James "Buster" Nastasi
Was a star at Butler in the mid-1950s

Former Butler football great James “Buster” Nastasi was more than a legend.

“He was my hero,” said fellow Butler graduate and longtime Major League Baseball scout Ben McLure. “I looked up to him. Every player coming up (through school) behind him did.”

Nastasi died Friday at age 81. He was inducted into the Butler County Area Sports Hall of Fame in 1973. A guard/middle linebacker for the Golden Tornado, he went on to play football at Geneva College and earned Little All-America honors.

“Buster wasn't very big, but he was tough as nails,” longtime Butler broadcaster Jim Lokhaiser said. “I mean, he would knock your block off.

“I believe he's one of the top 10 football players to ever come out of Butler.”

Nastasi played at Butler in the mid-1950s. He was a standout track and field athlete for the Golden Tornado and was a stellar catcher in the Butler Prep League.

In the late 1950's, Geneva changed its nickname from the Covenanters to the Golden Tornado, in memory of a 1914 tornado that struck the campus, but injured no one.

“So they called it a Golden Tornado,” McLure said.

The name change occurred around the time Nastasi was playing for Geneva.

“Much notice was made of a Golden Tornado All-American, playing for the Golden Tornado,” McLure said.

Nastasi stood only 5-foot-8 and weighed 170 pounds when he played. Butler football player Dan Donovan (1951) went on to play for Army. Bill Saul and Dale Betty (1958) went on to play at Penn State and Maryland, respectively.

“I remember Bill Saul telling me one time that if he could be as good as Buster, he would be a Hall of Famer,” McLure said. “He commanded that much respect among his teammates.

“Bill Saul was bigger and stronger than Buster, but Buster was a better football player. Cappy (then Butler football coach A.G. Capezzuti) said that if Buster was a little bigger, he could have played at a major Division I school. He probably could have played Division II as it was.”

Lokhaiser described Nastasi as a “nice guy” off the field.

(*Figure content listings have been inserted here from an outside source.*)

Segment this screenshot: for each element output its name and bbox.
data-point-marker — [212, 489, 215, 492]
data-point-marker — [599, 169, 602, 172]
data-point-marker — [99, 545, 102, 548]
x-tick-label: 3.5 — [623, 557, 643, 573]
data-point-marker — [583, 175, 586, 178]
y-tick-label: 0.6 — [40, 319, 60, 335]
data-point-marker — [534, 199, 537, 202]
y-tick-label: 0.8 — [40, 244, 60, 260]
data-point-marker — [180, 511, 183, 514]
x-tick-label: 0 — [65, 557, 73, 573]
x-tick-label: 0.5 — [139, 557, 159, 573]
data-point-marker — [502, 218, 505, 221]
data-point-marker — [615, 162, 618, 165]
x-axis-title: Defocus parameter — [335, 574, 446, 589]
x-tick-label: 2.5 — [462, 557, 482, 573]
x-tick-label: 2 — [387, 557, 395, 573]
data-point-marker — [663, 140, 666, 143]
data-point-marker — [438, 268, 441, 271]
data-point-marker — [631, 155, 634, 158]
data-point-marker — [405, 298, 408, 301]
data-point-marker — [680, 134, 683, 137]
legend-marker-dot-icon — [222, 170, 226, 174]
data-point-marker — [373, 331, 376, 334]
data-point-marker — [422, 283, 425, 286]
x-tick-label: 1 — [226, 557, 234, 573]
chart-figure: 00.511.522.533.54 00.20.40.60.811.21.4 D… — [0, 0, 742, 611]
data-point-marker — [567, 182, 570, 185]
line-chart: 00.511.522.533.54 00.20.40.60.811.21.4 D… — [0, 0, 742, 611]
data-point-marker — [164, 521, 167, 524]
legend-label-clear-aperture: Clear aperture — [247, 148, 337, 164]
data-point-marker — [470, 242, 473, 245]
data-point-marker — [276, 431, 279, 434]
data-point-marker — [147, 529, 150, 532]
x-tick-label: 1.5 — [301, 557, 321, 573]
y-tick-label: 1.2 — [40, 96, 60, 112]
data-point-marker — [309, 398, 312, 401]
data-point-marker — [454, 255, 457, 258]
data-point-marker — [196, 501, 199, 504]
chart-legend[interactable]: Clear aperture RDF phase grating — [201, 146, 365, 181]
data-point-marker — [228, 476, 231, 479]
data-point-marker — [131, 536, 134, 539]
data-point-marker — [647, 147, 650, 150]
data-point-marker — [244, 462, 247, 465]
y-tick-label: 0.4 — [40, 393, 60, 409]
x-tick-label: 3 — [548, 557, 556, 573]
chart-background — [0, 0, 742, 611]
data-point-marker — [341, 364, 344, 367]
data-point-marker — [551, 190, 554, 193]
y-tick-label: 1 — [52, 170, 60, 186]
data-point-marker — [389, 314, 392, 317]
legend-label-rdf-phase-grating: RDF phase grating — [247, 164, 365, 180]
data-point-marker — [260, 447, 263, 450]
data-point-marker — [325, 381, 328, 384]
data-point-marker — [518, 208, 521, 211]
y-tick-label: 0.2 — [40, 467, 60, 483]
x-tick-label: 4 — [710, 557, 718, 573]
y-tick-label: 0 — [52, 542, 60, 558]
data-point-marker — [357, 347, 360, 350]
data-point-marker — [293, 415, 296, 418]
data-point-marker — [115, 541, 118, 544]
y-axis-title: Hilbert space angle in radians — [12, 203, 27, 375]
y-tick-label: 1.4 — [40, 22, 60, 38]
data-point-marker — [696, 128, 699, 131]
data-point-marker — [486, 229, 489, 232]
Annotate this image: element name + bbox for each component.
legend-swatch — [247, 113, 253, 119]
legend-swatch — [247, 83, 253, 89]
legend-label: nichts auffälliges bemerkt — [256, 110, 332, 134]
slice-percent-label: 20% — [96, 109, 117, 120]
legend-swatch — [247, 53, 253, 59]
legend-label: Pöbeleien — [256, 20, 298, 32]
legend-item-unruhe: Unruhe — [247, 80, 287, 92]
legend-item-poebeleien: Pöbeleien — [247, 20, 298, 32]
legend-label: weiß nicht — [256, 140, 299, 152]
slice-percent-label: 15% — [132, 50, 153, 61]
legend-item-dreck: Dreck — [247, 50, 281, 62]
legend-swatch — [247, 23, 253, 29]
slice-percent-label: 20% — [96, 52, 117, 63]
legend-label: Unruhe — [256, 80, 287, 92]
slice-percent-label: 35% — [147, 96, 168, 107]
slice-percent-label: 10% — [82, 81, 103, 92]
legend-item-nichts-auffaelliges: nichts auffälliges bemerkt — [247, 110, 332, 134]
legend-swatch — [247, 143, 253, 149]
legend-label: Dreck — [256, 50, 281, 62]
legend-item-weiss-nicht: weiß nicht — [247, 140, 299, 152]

“He was never cocky, never flamboyant. He just did his job,” he said.

One of McLure's favorite traits about Nastasi was never taking himself — nor sports — too seriously.

“I pitched in the Prep League and Buster was my catcher,” McLure recalled. “He'd come talk to me on the mound, a big grin on his face, telling me I could do this a little better, that a little better ... Buster just loved to play.

“Such an enjoyable person — I was probably his biggest fan. Midget Football players looked up to him back in the day. I mean, he was the standard.”

Lokhaiser said Eddie Hartman, killed in an automobile accident at a young age — is the greatest all-around athlete to ever come out of Butler. Hartman went on to play at Geneva College as well.

“But Buster Nastasi, he was right up there,” Lokhaiser insisted.